Avot, the ninth tractate in the Order of Nezikin, is one of the best-known rabbinic compositions of all time. Throughout its five chapters, it quotes numerous ancient sages’ ethical and philosophical teachings about how to live a good and righteous life. Recognizing the opportunity this treatise presented to expound his own moral-religious worldview, Rambam appended to it an eight-chapter introduction that has come to be known, literally, as Shemonah perakim. In this work, a kind of synthesis between Aristotelian ethics and Jewish thought, the author touches on such fundamental issues as the composition of the soul, the refinement of human character and intellect, the ideal of the golden mean, the reasons for the commandments, the nature of prophecy, and the apparent conflict between providence and free will. Some of these same questions are also treated in his commentary to Avot itself. Despite the tractate’s immense popularity, Avot with the Judeo-Arabic commentary of Maimonides has come down to us in only nine known complete or near-complete exemplars copied before the sixteenth century, of which the present lot is a fine specimen.


Literature

Joseph I. Gorfinkle (trans.), The Eight Chapters of Maimonides on Ethics (Shemonah Peraḳim): A Psychological and Ethical Treatise (New York: Columbia University Press, 1912).

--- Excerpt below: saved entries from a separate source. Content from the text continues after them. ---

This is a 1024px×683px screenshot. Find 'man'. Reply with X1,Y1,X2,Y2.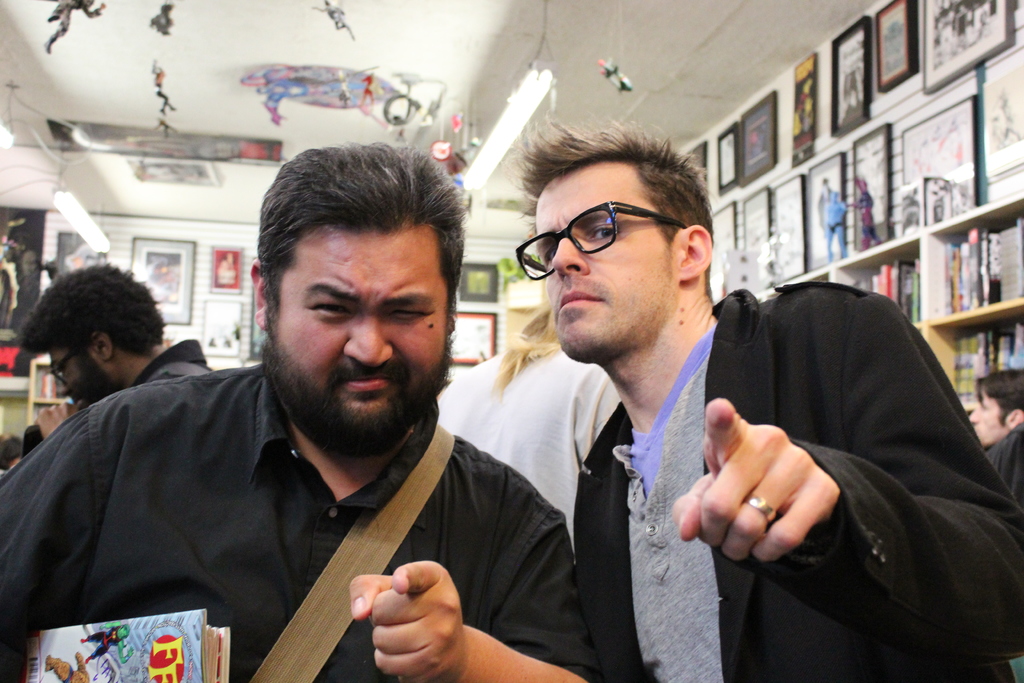
15,260,214,407.
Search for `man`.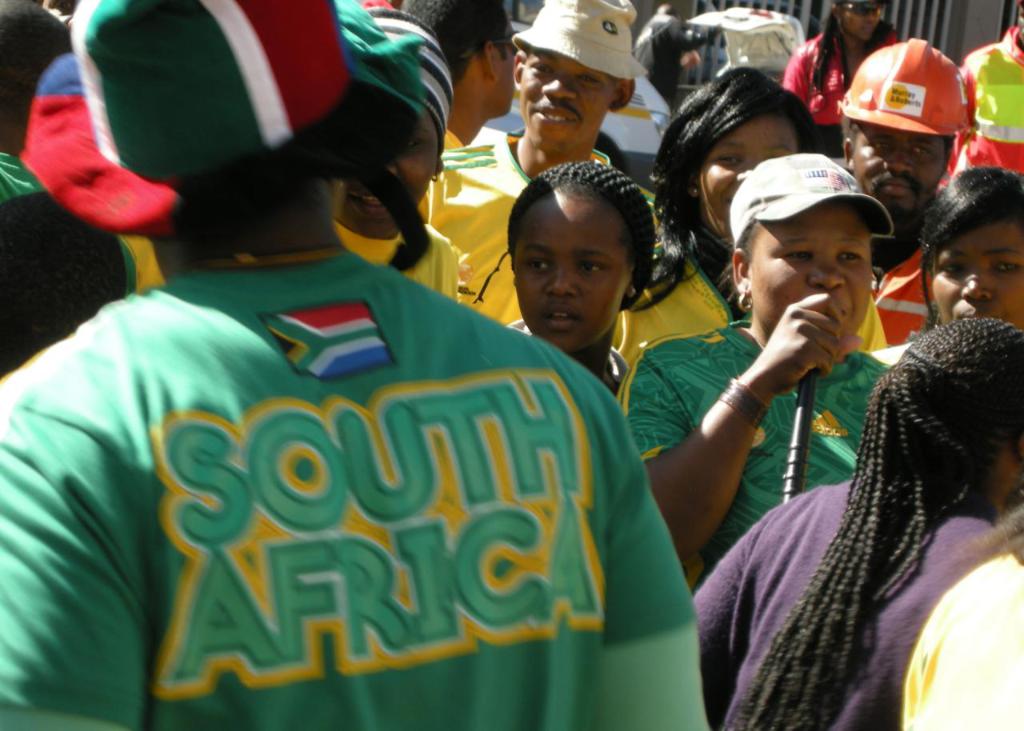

Joseph Kafih (trans.), Mishnah im peirush rabbeinu mosheh ben maimon, vol. 4 (Jerusalem: Mossad Harav Kook, 1965), 5-6.


David Solomon Sassoon, Ohel Dawid: Descriptive Catalogue of the Hebrew and Samaritan Manuscripts in the Sassoon Library, London, vol. 2 ([Oxford]: Oxford University Press; London: Humphrey Milford, 1932), 1075 (no. 1057).